Well, it was definitely the idea of our, the founder and mastermind, Samuel H. Day, Jr., our friend Sam, who just died two years ago, to, you know, bring to light the fact that nuclear weapons systems were right in people's backyards all over the great plains states. And at the time it was something that was practically unknown around the country and even people living in the missile fields themselves were found by us to not even know that missiles were right in their area unless they had been long-term residents who watched the mechanics of these giant holes being dug and the systems installed. If they came after that period of time it was quite easy to not even realize that they were there because what's above ground at these places is rather innocuous it looks, some of them look like transformer systems for utilities or just a bunch of pole barn buildings that could be used for anything and easily mistaken for farm sheds or equipment sheds.

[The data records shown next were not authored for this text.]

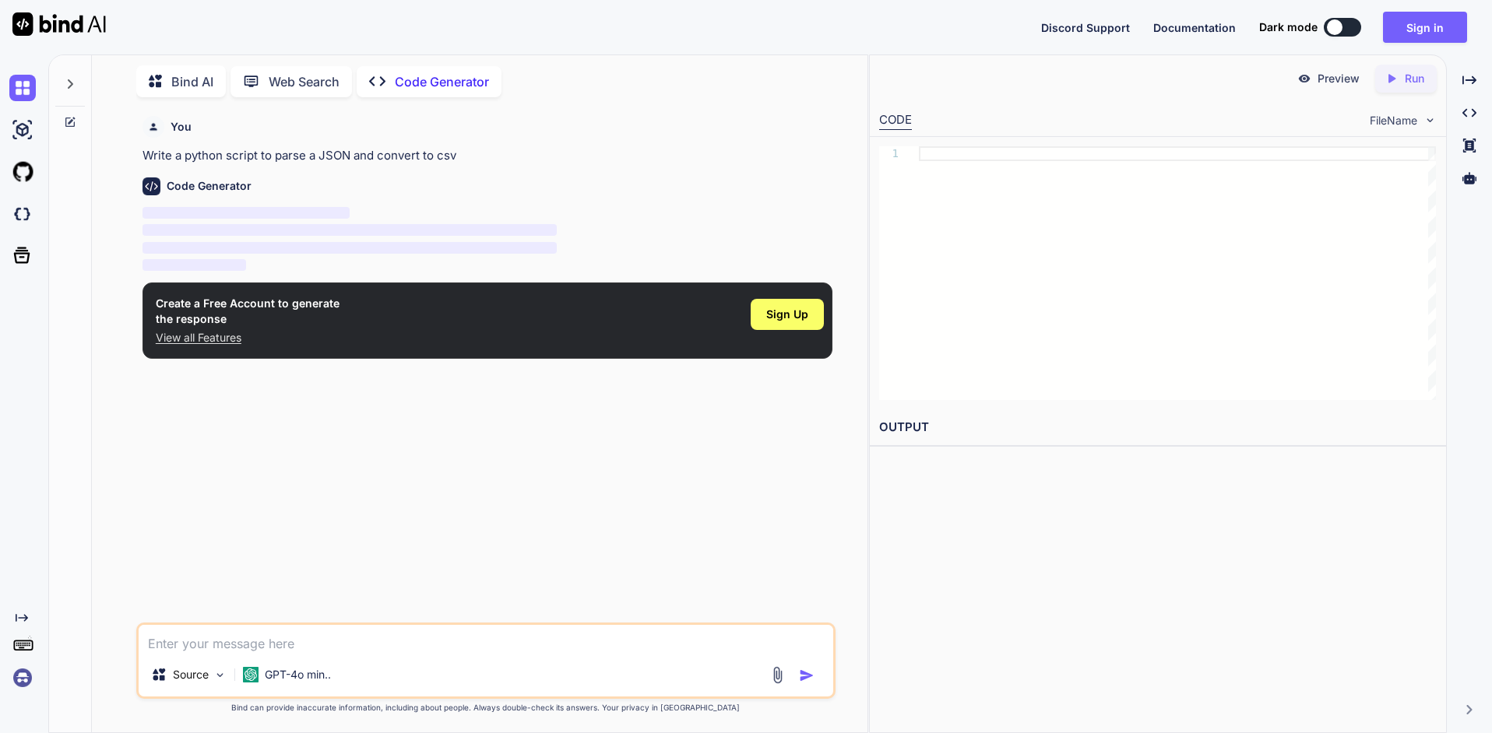 The height and width of the screenshot is (733, 1492). What do you see at coordinates (787, 315) in the screenshot?
I see `span: Sign Up` at bounding box center [787, 315].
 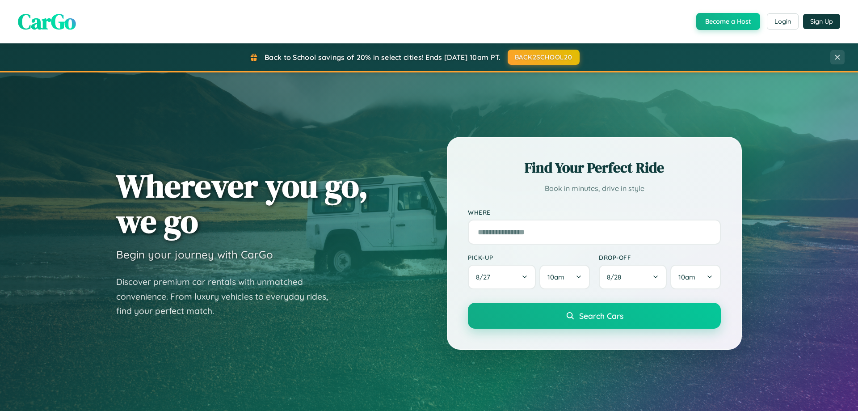 I want to click on span: 8 / 27, so click(x=486, y=277).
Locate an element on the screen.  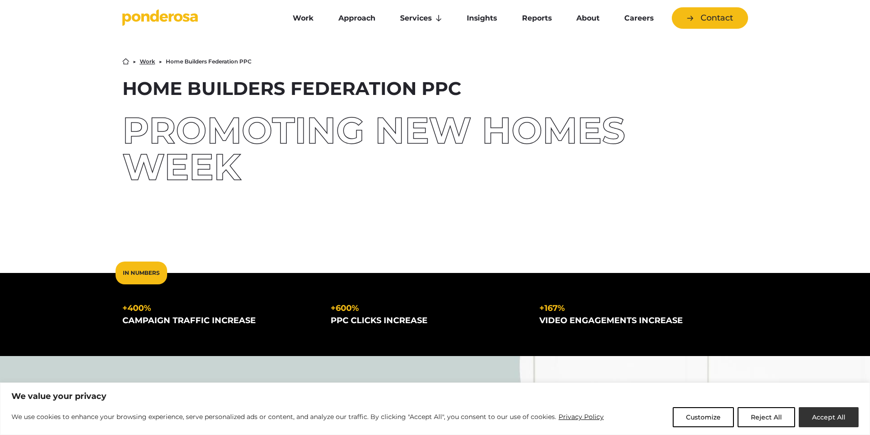
li: Home Builders Federation PPC is located at coordinates (209, 62).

So the idea was to highlight not just the movement of nuclear weapons to these facilities, but the fact that these launch pads were dotted all over the great plains and that people could go right up to them and see for themselves what nuclear weapon systems were all about.
Could you describe a notable protest action at a missile silo site?

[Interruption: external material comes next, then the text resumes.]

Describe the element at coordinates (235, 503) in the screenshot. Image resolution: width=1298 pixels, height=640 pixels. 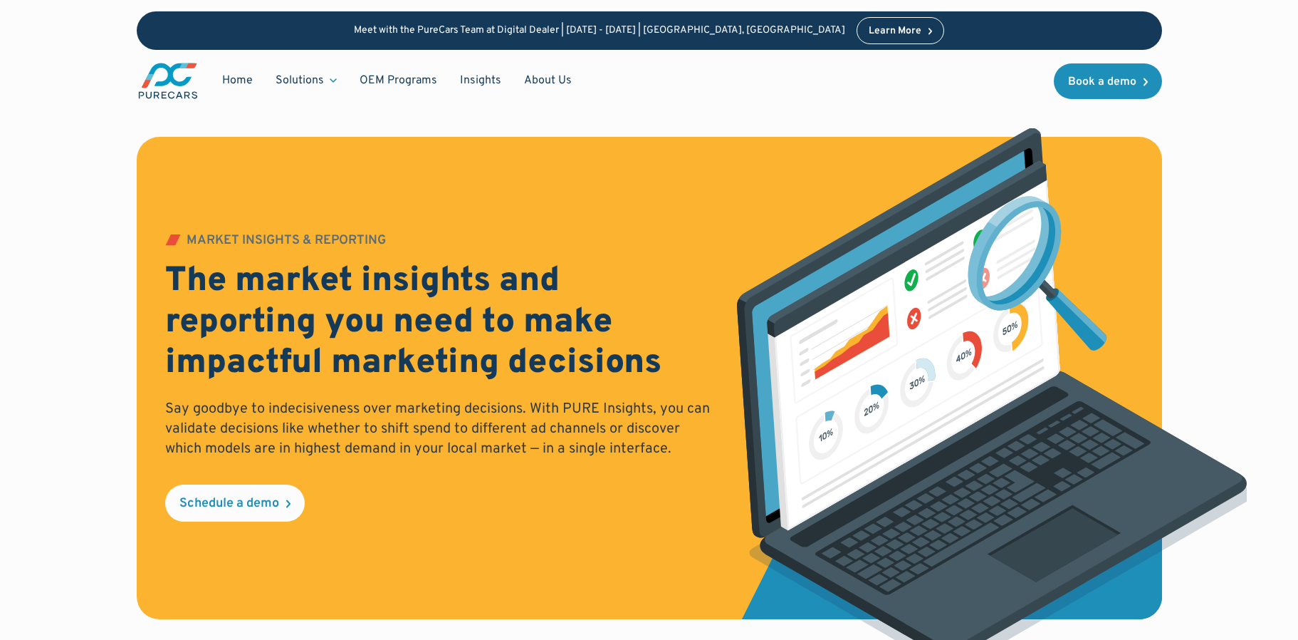
I see `a: Schedule a demo` at that location.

Yeah, there have been several very dramatic actions at missile silos, indeed the first one ever was probably the most dramatic and it sort of threw the doors open to everything that came afterward. The Silo Pruning Hooks in November, Armistice Day in November of 1984, involved four people who took a compressor driven jackhammer to a silo in Missouri and did damage to the gigantic concrete lid that covers up the top of the silo. They were Helen Woodson, Carl and Paul Kabat both brothers and both Catholic priests and Larry Cloud Morgan. The four of them were tried in Kansas City, Missouri on charges of destruction of federal property, sabotage and a lower charge of trespass, I believe. And because of the circumstances of their actions the judge they happened to draw the political atmosphere at the time they ended up getting the harshest sentences ever meted out to civil disobedience in the history of the United States. The were initially given an eighteen year sentence by a Judge D. Brook Bartlett. Those sentences were later reduced on appeal to twelve, ten, and eight years. And because of the notoriety of their action they brought a lot of attention to the missile silos and to the question of the legality of the weapons.